Simon Praetorius requested to merge feature/dune-cmake-policies into master

Summary

Get and set dune policies to control changes in behavior of the dune build system. A policy is by default set to OLD if not set otherwise, except if the policy's activation version is reached. Each policy can specify when it is set automatically to NEW. The default behavior can be influenced by the global cmake variable DUNE_POLICY_DEFAULT.

Introducing a policy

In order to define/introduce a policy (a module property to identify whether an old or new build system behavior should be activated), one has to introduce an identifier in e.g. the Dune<Module>Macros.cmake file, i.e., in a file that is exported to downstream modules so that they can set the policy value later:

dune_define_policy(<policy> <module> <version> "Documentation of the changed behavior")
  • The first argument is an ID. It typically starts with "DP" for "Dune-Policy" and then comes a 4 digit number, e.g. "DP0042". This follows the pattern used in cmake.
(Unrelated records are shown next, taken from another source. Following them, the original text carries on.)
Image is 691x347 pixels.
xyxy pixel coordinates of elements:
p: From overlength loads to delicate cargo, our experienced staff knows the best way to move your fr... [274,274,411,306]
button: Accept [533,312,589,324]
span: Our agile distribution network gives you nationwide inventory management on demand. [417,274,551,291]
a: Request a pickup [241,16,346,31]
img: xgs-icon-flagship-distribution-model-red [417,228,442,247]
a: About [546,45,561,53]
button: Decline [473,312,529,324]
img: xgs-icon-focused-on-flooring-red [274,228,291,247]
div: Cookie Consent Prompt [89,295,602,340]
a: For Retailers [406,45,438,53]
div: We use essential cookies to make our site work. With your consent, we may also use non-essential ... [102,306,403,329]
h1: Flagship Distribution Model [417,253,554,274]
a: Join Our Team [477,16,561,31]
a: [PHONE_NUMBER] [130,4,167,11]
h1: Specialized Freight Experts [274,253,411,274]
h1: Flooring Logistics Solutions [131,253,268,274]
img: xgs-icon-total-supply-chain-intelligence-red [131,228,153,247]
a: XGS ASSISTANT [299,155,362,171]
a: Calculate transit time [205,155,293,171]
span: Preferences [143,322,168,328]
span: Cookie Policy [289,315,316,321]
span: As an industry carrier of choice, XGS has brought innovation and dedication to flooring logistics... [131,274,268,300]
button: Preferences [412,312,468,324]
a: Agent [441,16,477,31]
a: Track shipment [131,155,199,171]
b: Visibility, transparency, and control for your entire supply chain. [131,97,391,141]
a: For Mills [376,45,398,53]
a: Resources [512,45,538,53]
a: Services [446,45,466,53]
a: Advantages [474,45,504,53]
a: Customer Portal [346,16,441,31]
This identifier format is not checked, though. Thus a downstream module can introduce other names for their policies.
  • The second argument is the dune module, e.g., DUNE_COMMON, that the change in behavior is implemented in and also the version should be checked for. If the <version> given in the third argument is reached in that dune module, the policy is set to "NEW" by default.
  • The last argument is a documentation string that is shown whenever the user is requested to set explicitly the policy value, e.g., if the module version is not reached.
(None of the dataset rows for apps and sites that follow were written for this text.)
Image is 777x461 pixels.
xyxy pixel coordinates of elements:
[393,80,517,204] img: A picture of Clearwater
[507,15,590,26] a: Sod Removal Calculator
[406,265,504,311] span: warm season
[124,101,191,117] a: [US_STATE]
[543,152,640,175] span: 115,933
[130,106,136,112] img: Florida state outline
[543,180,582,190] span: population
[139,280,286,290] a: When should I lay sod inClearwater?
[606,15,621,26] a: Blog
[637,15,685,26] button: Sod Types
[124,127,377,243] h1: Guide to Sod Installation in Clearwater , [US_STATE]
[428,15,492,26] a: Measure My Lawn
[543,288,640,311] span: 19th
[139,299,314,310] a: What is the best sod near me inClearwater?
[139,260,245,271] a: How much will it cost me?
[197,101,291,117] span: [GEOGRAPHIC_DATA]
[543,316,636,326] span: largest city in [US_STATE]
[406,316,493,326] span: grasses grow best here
Getting and setting a policy value

The policy's value change be changed. By default it is OLD (except of the global variable DUNE_POLICY_DEFAULT is set to something else). The value of a policy can be asked for by

dune_policy(GET <policy> <var>)

the result is stored in the variable <var>.

If a module author want to change the default policy value, she can set the value by

dune_policy(SET <policy> <value>)

This change should be module-local (not in the Dune<Module>Macros.cmake file) so that downstream modules can make their own change

Example

The motivation to introduce a policy system into dune came from a change in the dune_add_test macro. We want to change the behavior that add_dune_all_flags is called on all test targets by default. The new behavior would be not to do this. Thus, we introduce a first policy:

dune_define_policy(DP0001 DUNE_COMMON 2.11 
  "Do not call add_dune_all_flags for a target created with dune_add_test.")
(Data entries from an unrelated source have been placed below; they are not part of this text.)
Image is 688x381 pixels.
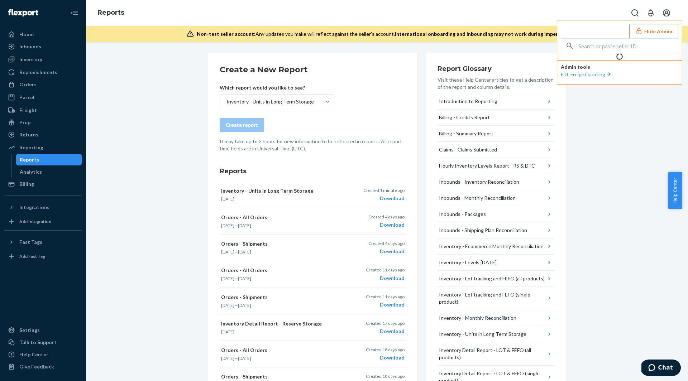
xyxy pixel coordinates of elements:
button: Help Center [668,172,682,209]
div: Billing [19,180,34,188]
p: Created 18 days ago [366,373,404,379]
div: Download [366,301,404,308]
a: Reports [16,154,82,165]
iframe: Opens a widget where you can chat to one of our agents [641,360,680,377]
p: Inventory - Units in Long Term Storage [221,187,342,194]
a: Prep [4,117,82,128]
p: Created 11 days ago [366,267,404,273]
button: Create report [220,118,264,132]
time: [DATE] [221,303,234,308]
a: Reporting [4,142,82,153]
a: Orders [4,79,82,90]
p: Orders - Shipments [221,240,342,247]
div: Reports [20,156,39,163]
input: Search or paste seller ID [578,39,678,53]
a: Add Integration [4,216,82,227]
p: — [221,222,342,228]
time: [DATE] [221,196,234,202]
button: Open account menu [659,6,673,20]
a: Parcel [4,92,82,103]
button: Open notifications [643,6,658,20]
a: Replenishments [4,67,82,78]
div: Inbounds - Monthly Reconciliation [439,194,515,202]
time: [DATE] [238,249,251,255]
button: Inventory Detail Report - LOT & FEFO (all products) [437,342,554,366]
a: Returns [4,129,82,140]
div: Create report [226,121,258,129]
a: Inbounds [4,41,82,52]
p: Orders - All Orders [221,214,342,221]
button: Talk to Support [4,337,82,348]
div: Inbounds [19,43,41,50]
p: It may take up to 2 hours for new information to be reflected in reports. All report time fields ... [220,138,406,152]
div: Download [363,195,404,202]
div: Freight [19,107,37,114]
button: Inbounds - Shipping Plan Reconciliation [437,222,554,239]
div: Talk to Support [19,339,57,346]
a: Help Center [4,349,82,360]
div: Introduction to Reporting [439,98,497,105]
h3: Report Glossary [437,64,554,73]
p: Which report would you like to see? [220,84,334,91]
div: Claims - Claims Submitted [439,146,497,153]
div: Hourly Inventory Levels Report - RS & DTC [439,162,535,169]
div: Parcel [19,94,34,101]
p: Created 1 minute ago [363,187,404,193]
div: Inventory - Units in Long Term Storage [439,331,526,338]
button: Inbounds - Monthly Reconciliation [437,190,554,206]
time: [DATE] [238,276,251,281]
p: Created 17 days ago [366,320,404,326]
p: Orders - All Orders [221,267,342,274]
div: Returns [19,131,38,138]
p: — [221,302,342,308]
div: Billing - Summary Report [439,130,493,137]
h3: Reports [220,167,406,176]
div: Fast Tags [19,239,42,246]
a: Reports [97,9,124,16]
div: Reporting [19,144,43,151]
div: Add Fast Tag [19,253,45,259]
button: Billing - Summary Report [437,126,554,142]
button: Close Navigation [67,6,82,20]
button: Open Search Box [627,6,642,20]
time: [DATE] [221,223,234,228]
button: Inventory - Units in Long Term Storage[DATE]Created 1 minute agoDownload [220,182,406,208]
button: Inventory - Lot tracking and FEFO (single product) [437,287,554,310]
span: Non-test seller account: [197,31,255,37]
button: Inventory - Units in Long Term Storage [437,326,554,342]
p: Created 18 days ago [366,347,404,353]
div: Download [368,248,404,255]
button: Orders - All Orders[DATE]—[DATE]Created 18 days agoDownload [220,341,406,367]
span: International onboarding and inbounding may not work during impersonation. [395,31,580,37]
div: Inbounds - Shipping Plan Reconciliation [439,227,527,234]
button: Integrations [4,202,82,213]
button: Inbounds - Packages [437,206,554,222]
div: Integrations [19,204,49,211]
a: Settings [4,324,82,336]
p: Orders - Shipments [221,373,342,380]
button: Inventory - Ecommerce Monthly Reconciliation [437,239,554,255]
a: Analytics [16,166,82,178]
div: Inventory - Lot tracking and FEFO (single product) [439,291,545,305]
button: Hide Admin [629,24,678,38]
p: — [221,249,342,255]
p: Inventory Detail Report - Reserve Storage [221,320,342,327]
div: Add Integration [19,218,51,225]
button: Orders - Shipments[DATE]—[DATE]Created 4 days agoDownload [220,235,406,261]
div: Inventory - Monthly Reconciliation [439,314,516,322]
button: Billing - Credits Report [437,110,554,126]
p: Admin tools [560,63,678,71]
p: Created 11 days ago [366,294,404,300]
a: Inventory [4,54,82,65]
time: [DATE] [238,356,251,361]
div: Inventory - Lot tracking and FEFO (all products) [439,275,544,282]
time: [DATE] [238,303,251,308]
ol: breadcrumbs [92,3,130,23]
div: Analytics [20,168,42,175]
time: [DATE] [221,329,234,334]
button: Inventory - Levels [DATE] [437,255,554,271]
div: Inventory [19,56,42,63]
button: Claims - Claims Submitted [437,142,554,158]
div: Inbounds - Inventory Reconciliation [439,178,519,186]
And inside the dune_add_test macro, we implement the change conditionally:

if(ADDTEST_SOURCES)
  add_executable(${ADDTEST_NAME} ${ADDTEST_SOURCES})
  # add all flags to the target!
  dune_policy(GET DP0001 _add_all_flags)
  if(_add_all_flags STREQUAL "OLD")
    add_dune_all_flags(${ADDTEST_NAME})
  endif()
endif()

Documentation

Whenever a new policy is introduced in the dune-common module, a corresponding entry should be added to doc/buildsystem/dune-common.rst. A similar documentation is suggested for all modules that introduce their own policies.